Few faculty knew of Bryant’s status
Angela Delli Santi, Associated Press
POSTED: Wednesday, April 4, 2007, 3:01 AM
TRENTON – Few professors at Rutgers University-Camden knew that State Sen. Wayne Bryant was a part-time instructor there for five years, and most told the FBI they never asked him to teach their classes because they didn’t know he was on the payroll.
Of 125 academics who responded to an inquiry from a college administrator collecting data for the FBI on Bryant’s work history, only two said the senator lectured in their classes in the years he was paid as an adjunct professor, according to the responses obtained by the Associated Press through the Open Public Records Act.
Bryant, 59, was indicted last week on fraud, corruption and pension-padding charges. He and codefendant R. Michael Gallagher, a former dean at the University of Medicine and Dentistry of New Jersey who is charged with fraud, made their initial court appearances yesterday.
The indictment charges that Bryant traded on his powerful post as head of the Senate budget committee by looking out for the financial interests of UMDNJ in exchange for a no-show job. It accuses the senator of tripling his taxpayer-funded pension through the UMDNJ job and similar arrangements at the Rutgers-Camden Law School and Gloucester County Board of Social Services.
Bryant’s lawyer, Carl Poplar, has not returned repeated calls for comment.
Rugters hired Bryant in the fall of 2002 as a “distinguished adjunct professor of law and public affairs,” said Rutgers-Camden spokesman Michael Sepanic. Earlier that year, he helped pass legislation providing funding for an $11 million expansion of the Camden campus.
Bryant was supposed to help the law school recruit minority students and to lecture in law, political science and public administration.
He was paid $130,126 before his position was eliminated in 2006, though there is evidence that he did little work.
Only two professors who responded to the e-mail inquiry said Bryant lectured for them from 2004 to 2006. According to the professors, Bryant completed a total of six graduate-level lectures.
Two others said Bryant had come to their classes long before he was employed by the school. One remembered Bryant giving a lecture on welfare reform in 1990, but said the talk “wasn’t a particularly memorable performance, and I never invited him back.” Another said Bryant spoke free at a public policy colloquium sometime before 2002.
Most of the other professors who answered the associate provost’s e-mail claimed not to have known Bryant was employed by Rutgers-Camden or that he was available to guest-lecture until reading recent news accounts of the federal investigation.
“I heard he was being paid but was not doing any work because he had helped secure funding for Rutgers-Camden,” wrote one faculty member. “I heard this from several people at the law school.”
Several of the respondents said they had been interviewed by FBI agents, and a few scolded the school.
“I still haven’t heard anything official from the school,” one said.
“This is a terrible embarrassment to Rutgers,” another said.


> _Exercise objective_: Nothing but the pictures should be dropped when the records are transcribed word for word.

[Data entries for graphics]
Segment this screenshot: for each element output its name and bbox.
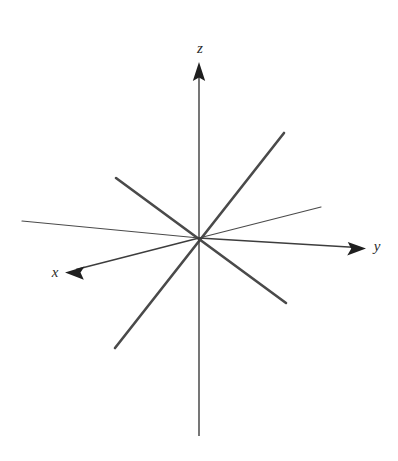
y-axis-label: y — [374, 239, 381, 254]
z-axis-label: z — [197, 41, 203, 56]
x-axis-label: x — [52, 265, 59, 280]
axes-canvas — [0, 0, 398, 461]
thin-line-far-left — [22, 221, 199, 238]
thin-line-upper-right — [199, 207, 321, 238]
x-axis-arrowhead-icon — [65, 266, 85, 279]
y-axis-arrowhead-icon — [347, 242, 366, 256]
coordinate-axes-figure: z y x — [0, 0, 398, 461]
y-axis-line — [199, 238, 357, 248]
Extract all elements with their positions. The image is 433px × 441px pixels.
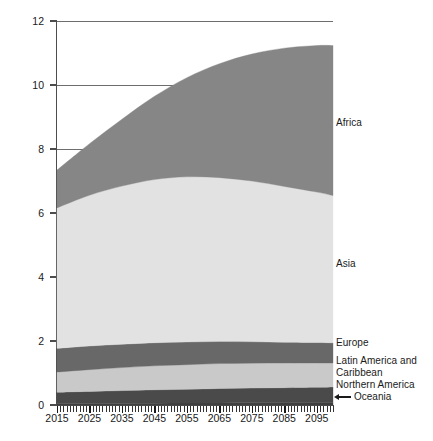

> _Task response_:
Segment this screenshot: for each element output its name and bbox.
y-axis-label: y — [374, 239, 381, 254]
z-axis-label: z — [197, 41, 203, 56]
x-axis-label: x — [52, 265, 59, 280]
axes-canvas — [0, 0, 398, 461]
thin-line-far-left — [22, 221, 199, 238]
thin-line-upper-right — [199, 207, 321, 238]
x-axis-arrowhead-icon — [65, 266, 85, 279]
y-axis-arrowhead-icon — [347, 242, 366, 256]
coordinate-axes-figure: z y x — [0, 0, 398, 461]
y-axis-line — [199, 238, 357, 248]
Extract all elements with their positions. The image is 433px × 441px pixels.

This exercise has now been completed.